Social networking sites are cyber-places where people cyber-chat about themselves and their friends, post pictures and videos, and “network” with old friends while often hoping to make some new ones. Think of them as Rotaries online although they don’t usually have the social services aspect of a Rotary and don’t even offer lunch let alone make it mandatory. Not surprisingly, high school kids hang out in certain social networks, college students in others, and people from different cultures hang in different networks. Fashion is a part of network popularity – witness the recent meteoric rise of Facebook.

Part of the success of the big networks is that they are hosts to many subnetworks, groups of people with common interests as well as overlapping networks of friends. In the happy phrase of Dr. David Reed, they are Group Forming Networks. If you want a place to network with the members of your flower club or your former junior varsity swimming team, you can create a group on Facebook, for example. You can even divide this group into friends and not friends and share more information about yourself with some people than with others.

Which brings us back to Ning and forming your own social network. Most of won’t do this on our own – but we may well want to create a social network as part of a real social organization we belong to or in order to create a social organization for people who are too geographically dispersed to meet in person or for simple business reasons to promote a product or a service. It’s worth thinking about – especially since it’s free and not even very hard. Technical skills are not required.

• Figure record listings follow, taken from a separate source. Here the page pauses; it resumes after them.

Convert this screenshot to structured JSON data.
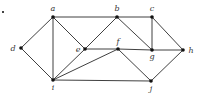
{
  "diagram": {
    "type": "undirected-graph",
    "nodes": [
      {
        "id": "a",
        "label": "a",
        "x": 53,
        "y": 17
      },
      {
        "id": "b",
        "label": "b",
        "x": 117,
        "y": 17
      },
      {
        "id": "c",
        "label": "c",
        "x": 152,
        "y": 17
      },
      {
        "id": "d",
        "label": "d",
        "x": 21,
        "y": 48
      },
      {
        "id": "e",
        "label": "e",
        "x": 85,
        "y": 49
      },
      {
        "id": "f",
        "label": "f",
        "x": 118,
        "y": 49
      },
      {
        "id": "g",
        "label": "g",
        "x": 152,
        "y": 50
      },
      {
        "id": "h",
        "label": "h",
        "x": 183,
        "y": 50
      },
      {
        "id": "i",
        "label": "i",
        "x": 53,
        "y": 80
      },
      {
        "id": "j",
        "label": "j",
        "x": 151,
        "y": 81
      }
    ],
    "edges": [
      [
        "a",
        "b"
      ],
      [
        "b",
        "c"
      ],
      [
        "a",
        "d"
      ],
      [
        "a",
        "e"
      ],
      [
        "a",
        "i"
      ],
      [
        "d",
        "i"
      ],
      [
        "e",
        "i"
      ],
      [
        "e",
        "b"
      ],
      [
        "e",
        "f"
      ],
      [
        "f",
        "g"
      ],
      [
        "g",
        "h"
      ],
      [
        "b",
        "g"
      ],
      [
        "c",
        "g"
      ],
      [
        "c",
        "h"
      ],
      [
        "f",
        "i"
      ],
      [
        "f",
        "j"
      ],
      [
        "i",
        "j"
      ],
      [
        "j",
        "h"
      ]
    ]
  }
}
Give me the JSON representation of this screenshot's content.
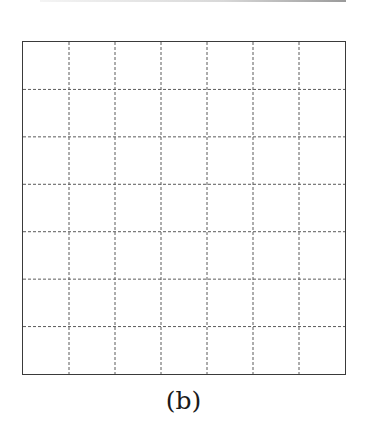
{
  "figure": {
    "caption": "(b)",
    "grid": {
      "rows": 7,
      "columns": 7,
      "border_color": "#3a3a3a",
      "line_color": "#5a5a5a",
      "line_style": "dashed"
    }
  }
}
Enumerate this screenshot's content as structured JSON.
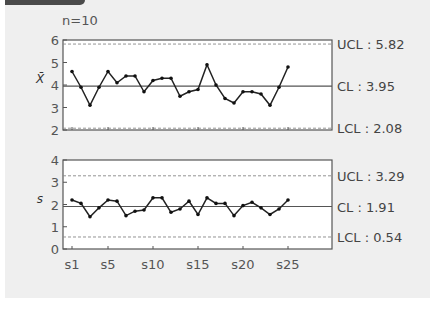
{
  "chart_data": [
    {
      "type": "line",
      "title": "X-bar chart",
      "subtitle": "n=10",
      "ylabel": "X̄",
      "xlabel": "",
      "ylim": [
        2,
        6
      ],
      "yticks": [
        "2",
        "3",
        "4",
        "5",
        "6"
      ],
      "categories": [
        "s1",
        "s2",
        "s3",
        "s4",
        "s5",
        "s6",
        "s7",
        "s8",
        "s9",
        "s10",
        "s11",
        "s12",
        "s13",
        "s14",
        "s15",
        "s16",
        "s17",
        "s18",
        "s19",
        "s20",
        "s21",
        "s22",
        "s23",
        "s24",
        "s25"
      ],
      "values": [
        4.6,
        3.9,
        3.1,
        3.9,
        4.6,
        4.1,
        4.4,
        4.4,
        3.7,
        4.2,
        4.3,
        4.3,
        3.5,
        3.7,
        3.8,
        4.9,
        4.0,
        3.4,
        3.2,
        3.7,
        3.7,
        3.6,
        3.1,
        3.9,
        4.8
      ],
      "limits": {
        "ucl": {
          "label": "UCL : 5.82",
          "value": 5.82
        },
        "cl": {
          "label": "CL : 3.95",
          "value": 3.95
        },
        "lcl": {
          "label": "LCL : 2.08",
          "value": 2.08
        }
      },
      "grid": false
    },
    {
      "type": "line",
      "title": "s chart",
      "ylabel": "s",
      "xlabel": "",
      "ylim": [
        0,
        4
      ],
      "yticks": [
        "0",
        "1",
        "2",
        "3",
        "4"
      ],
      "xtick_labels": [
        "s1",
        "s5",
        "s10",
        "s15",
        "s20",
        "s25"
      ],
      "categories": [
        "s1",
        "s2",
        "s3",
        "s4",
        "s5",
        "s6",
        "s7",
        "s8",
        "s9",
        "s10",
        "s11",
        "s12",
        "s13",
        "s14",
        "s15",
        "s16",
        "s17",
        "s18",
        "s19",
        "s20",
        "s21",
        "s22",
        "s23",
        "s24",
        "s25"
      ],
      "values": [
        2.2,
        2.05,
        1.45,
        1.85,
        2.2,
        2.15,
        1.5,
        1.7,
        1.75,
        2.3,
        2.3,
        1.65,
        1.8,
        2.15,
        1.55,
        2.3,
        2.05,
        2.05,
        1.5,
        1.95,
        2.1,
        1.85,
        1.55,
        1.8,
        2.2
      ],
      "limits": {
        "ucl": {
          "label": "UCL : 3.29",
          "value": 3.29
        },
        "cl": {
          "label": "CL : 1.91",
          "value": 1.91
        },
        "lcl": {
          "label": "LCL : 0.54",
          "value": 0.54
        }
      },
      "grid": false
    }
  ],
  "header": {
    "n_label": "n=10"
  }
}
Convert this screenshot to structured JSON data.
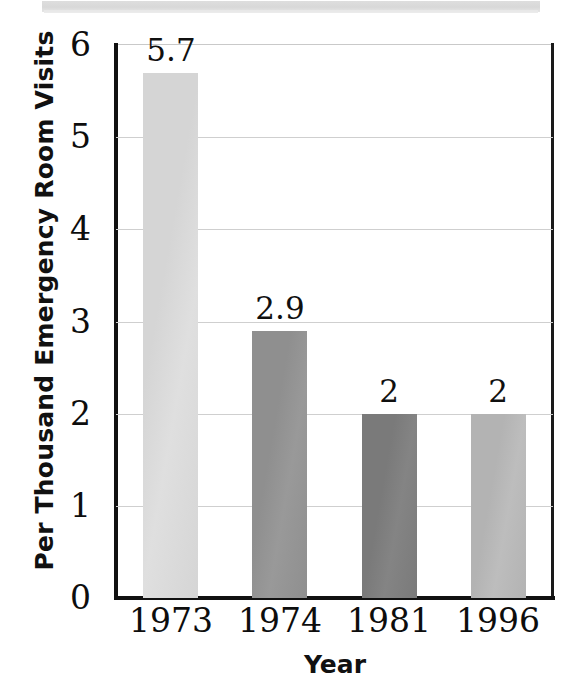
{
  "figure": {
    "background_color": "#ffffff",
    "scan_artifact": {
      "name": "scan-edge-band",
      "color": "#dcdcdc"
    },
    "axis_color": "#111111",
    "gridline_color": "#cfcfcf"
  },
  "chart_data": {
    "type": "bar",
    "title": "",
    "subtitle": "",
    "xlabel": "Year",
    "ylabel": "Per Thousand Emergency Room Visits",
    "categories": [
      "1973",
      "1974",
      "1981",
      "1996"
    ],
    "values": [
      5.7,
      2.9,
      2,
      2
    ],
    "value_labels": [
      "5.7",
      "2.9",
      "2",
      "2"
    ],
    "bar_colors": [
      "#d5d5d5",
      "#8f8f8f",
      "#7a7a7a",
      "#b3b3b3"
    ],
    "ylim": [
      0,
      6
    ],
    "yticks": [
      0,
      1,
      2,
      3,
      4,
      5,
      6
    ],
    "ytick_labels": [
      "0",
      "1",
      "2",
      "3",
      "4",
      "5",
      "6"
    ],
    "grid": true,
    "grid_axis": "y",
    "legend": false,
    "legend_position": "none",
    "annotations": []
  }
}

You can create your own group (free) on Facebook if you want to – but you can customize and focus the online experience on the activities of the group on Ning in ways which you can’t do on Facebook. BTW, the downside of such customizing is that the people who join your group will have to learn how it works and how to navigate through it. If it were a subgroup on Facebook, those who already know how to use the larger service would be instantly at home.

You can create an open Ning network which anyone can join; you can reserve approval of those who join; or you can make it invitation only. You can have a network all by yourself if you want. (BTW, I have a network of which I’m the only member. Can anyone think of any reason other than dreadful unpopularity why I’d deliberately set that up?)

Ning hosts your network free as well. That means they run it on their computers, use their storage (up to five gigabytes), and their Internet connection (also with limits) on your behalf. They do messy things like backups and system upgrades. Currently there are over 118,000 social networks hosted by Ning, according to the company, although some, of course, are dormant or very small like mine. Impressive growth since the company was founded in late 2004.

How can they do this? Why do they do this? Easy: like many Internet services, Ning’s free service is supported by ads which Ning sells. All the ads I’ve seen are Google ads which is yet one more illustration of Google’s success in enabling others to get ad revenue without an advertising sales force. Eventually, with enough page views to offer and enough information about the viewers of these pages, Ning may decide to cut out the middleman and sell ads directly; but, meanwhile, they’re part of Google’s growth.

Also like other Internet services, Ning also has a paid version: if you want to run your own ads (and keep the money) or don’t want any ads at all, they’ll host your social network for just $19.95/month. For slight additional monthly fees you can get more storage and bandwidth and you can use your own web address instead of something.ning.com.

If your organization doesn’t yet have an online presence or has just a minimal, non-interactive website, this is an alternative you should consider. It’ll cost you many thousands of dollars (and may be worth it depending on what you’re doing and the professional who helps you) to get a professionally designed website without Ning. Hosting is also not usually free. In theory there’s a risk that Ning could go under financially and take your website with them but that’s a very small risk; they’re both well-funded and well-founded (co-founder is Marc Andreessen, co-author of the Mosaic browser and founder of a few successful companies since).